The Study of the United States Institute for Secondary Educators (SUSI) is an intensive, six-week Institute intended for teachers and scholars who are devoted to learning about and increasing their understanding of U.S. society and culture. The U.S. Department of State’s Bureau of Educational and Cultural Affairs sponsors the program.
For over fifteen years, the University of Illinois at Chicago (UIC) has had the honor of hosting scholars from around the world through this program. At UIC, participants of the SUSI program explore various discipline areas including law, politics and literature with the aim of not only understanding American culture, but also, how the U.S. manages to bring together the diverse groups who inhabit the nation.
Over the fifteen-year life of the Institute, participants from more than 60 countries have asked variations on the same questions: How does America manage to make its various competing interests cohere? What are the institutions, rituals, traditions, laws and artifacts that make e pluribus unum, of this many, one? The Institute will examine these issues in its six-week summer program, offering the materials for a discussion that might lead to the many answers that exist for that two-centuries-old question.
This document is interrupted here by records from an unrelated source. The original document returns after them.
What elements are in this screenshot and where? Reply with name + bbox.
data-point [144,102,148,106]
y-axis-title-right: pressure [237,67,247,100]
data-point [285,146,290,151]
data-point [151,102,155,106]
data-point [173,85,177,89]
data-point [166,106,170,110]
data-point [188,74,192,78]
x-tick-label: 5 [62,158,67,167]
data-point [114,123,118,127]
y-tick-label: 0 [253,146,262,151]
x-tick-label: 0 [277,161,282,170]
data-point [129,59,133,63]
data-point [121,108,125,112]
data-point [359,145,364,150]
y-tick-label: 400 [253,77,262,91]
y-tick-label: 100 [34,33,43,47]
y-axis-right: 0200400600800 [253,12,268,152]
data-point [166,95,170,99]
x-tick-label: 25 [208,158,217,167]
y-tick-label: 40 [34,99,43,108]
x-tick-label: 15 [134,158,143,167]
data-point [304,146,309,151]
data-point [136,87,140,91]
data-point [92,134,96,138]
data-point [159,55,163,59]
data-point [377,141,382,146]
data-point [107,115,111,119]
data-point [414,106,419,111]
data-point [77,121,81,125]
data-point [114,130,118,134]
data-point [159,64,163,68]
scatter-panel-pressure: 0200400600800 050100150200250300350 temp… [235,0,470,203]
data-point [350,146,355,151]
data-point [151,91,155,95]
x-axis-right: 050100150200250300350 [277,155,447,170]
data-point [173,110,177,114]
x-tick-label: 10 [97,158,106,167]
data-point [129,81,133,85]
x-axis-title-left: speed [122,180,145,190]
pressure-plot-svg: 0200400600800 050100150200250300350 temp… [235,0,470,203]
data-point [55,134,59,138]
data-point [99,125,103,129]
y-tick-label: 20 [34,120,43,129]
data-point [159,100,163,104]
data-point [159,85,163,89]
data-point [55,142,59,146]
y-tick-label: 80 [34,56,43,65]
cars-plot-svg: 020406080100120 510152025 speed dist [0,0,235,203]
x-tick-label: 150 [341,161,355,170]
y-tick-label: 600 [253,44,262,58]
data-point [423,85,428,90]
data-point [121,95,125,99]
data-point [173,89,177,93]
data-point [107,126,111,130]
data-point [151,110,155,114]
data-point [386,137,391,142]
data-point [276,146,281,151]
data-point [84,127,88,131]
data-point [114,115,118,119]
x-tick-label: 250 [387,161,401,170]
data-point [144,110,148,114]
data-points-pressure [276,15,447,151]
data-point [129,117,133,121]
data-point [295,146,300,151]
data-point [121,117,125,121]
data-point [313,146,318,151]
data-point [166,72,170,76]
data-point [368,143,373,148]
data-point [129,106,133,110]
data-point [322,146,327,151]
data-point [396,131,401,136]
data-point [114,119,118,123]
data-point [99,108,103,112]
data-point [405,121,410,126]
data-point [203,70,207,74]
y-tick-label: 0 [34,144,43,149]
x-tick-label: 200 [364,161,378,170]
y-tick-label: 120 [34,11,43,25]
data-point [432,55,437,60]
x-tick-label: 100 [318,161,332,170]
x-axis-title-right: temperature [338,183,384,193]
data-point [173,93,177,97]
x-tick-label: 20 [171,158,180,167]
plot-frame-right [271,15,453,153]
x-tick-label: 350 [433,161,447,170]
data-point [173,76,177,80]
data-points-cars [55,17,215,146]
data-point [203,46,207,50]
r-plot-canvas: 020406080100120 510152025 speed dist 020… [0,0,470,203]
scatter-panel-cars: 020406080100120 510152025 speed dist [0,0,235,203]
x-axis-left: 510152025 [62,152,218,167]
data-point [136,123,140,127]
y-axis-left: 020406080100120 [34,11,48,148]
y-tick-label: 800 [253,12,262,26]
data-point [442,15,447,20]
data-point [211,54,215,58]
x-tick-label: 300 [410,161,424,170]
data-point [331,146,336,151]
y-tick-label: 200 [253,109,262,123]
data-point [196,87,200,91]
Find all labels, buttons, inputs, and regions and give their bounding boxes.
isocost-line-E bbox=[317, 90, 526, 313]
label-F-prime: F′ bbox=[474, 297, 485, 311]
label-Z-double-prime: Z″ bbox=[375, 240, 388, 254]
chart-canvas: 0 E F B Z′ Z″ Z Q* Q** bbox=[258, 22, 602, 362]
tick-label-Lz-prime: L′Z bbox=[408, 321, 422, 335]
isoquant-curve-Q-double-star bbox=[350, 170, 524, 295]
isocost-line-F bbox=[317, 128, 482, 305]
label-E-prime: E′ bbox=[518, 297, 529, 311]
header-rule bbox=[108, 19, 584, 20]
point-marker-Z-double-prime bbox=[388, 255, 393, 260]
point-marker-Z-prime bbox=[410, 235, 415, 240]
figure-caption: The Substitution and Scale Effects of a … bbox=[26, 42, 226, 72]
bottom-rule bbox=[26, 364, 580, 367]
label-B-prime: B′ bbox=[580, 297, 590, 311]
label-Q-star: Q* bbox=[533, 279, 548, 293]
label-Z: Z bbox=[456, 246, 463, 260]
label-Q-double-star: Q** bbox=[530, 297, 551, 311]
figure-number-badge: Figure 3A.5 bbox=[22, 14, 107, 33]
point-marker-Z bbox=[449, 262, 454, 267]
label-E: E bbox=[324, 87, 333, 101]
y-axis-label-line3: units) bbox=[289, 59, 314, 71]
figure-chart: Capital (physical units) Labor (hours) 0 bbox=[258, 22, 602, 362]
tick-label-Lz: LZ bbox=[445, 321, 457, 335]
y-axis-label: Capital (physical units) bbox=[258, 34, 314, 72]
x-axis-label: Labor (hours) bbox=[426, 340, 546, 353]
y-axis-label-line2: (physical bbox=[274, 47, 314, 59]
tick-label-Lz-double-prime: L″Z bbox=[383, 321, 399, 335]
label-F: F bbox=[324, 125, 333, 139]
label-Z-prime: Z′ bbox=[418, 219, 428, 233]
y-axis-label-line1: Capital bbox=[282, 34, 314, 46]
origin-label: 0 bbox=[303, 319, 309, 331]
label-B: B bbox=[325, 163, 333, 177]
The Institute’s educational program examines the United States through multiple lenses formed by the disciplines of study that have grown up around various parts of American culture: law, politics, art, literature, geography, urbanism, education, sociology and economics. Dividing the four-week residency into three intensive segments – one historical, one thematic and one focused on contemporary life – faculty and participants study specific examples that reveal the larger themes and ideas to provide not just overall insight but a practical body of useful, teachable materials that participants can bring back to their home countries and introduce into the curriculum with immediate and longer-term benefits. Throughout the Institute, classroom work is divided among lectures, discussions and small-group workshops; classroom work is balanced by field work ranging from tours of farms and suburbs to home visits. Faculty routinely team-teach so that participants encounter a variety of perspectives; this approach also allows for on-the-spot creation of outlines and content that are then honed, corrected and returned to participants at the next session as reinforcement. The classroom pedagogy is enriched when the Institute moves on the road; Director Eric Arnesen and faculty tour participants, Katrin Schultheiss and Peter Hales, provide several lectures and/or discussions each day during the tour, and participants have the opportunity to apply their theoretical and book-learned, in-residence training to a wide variety of specific cases.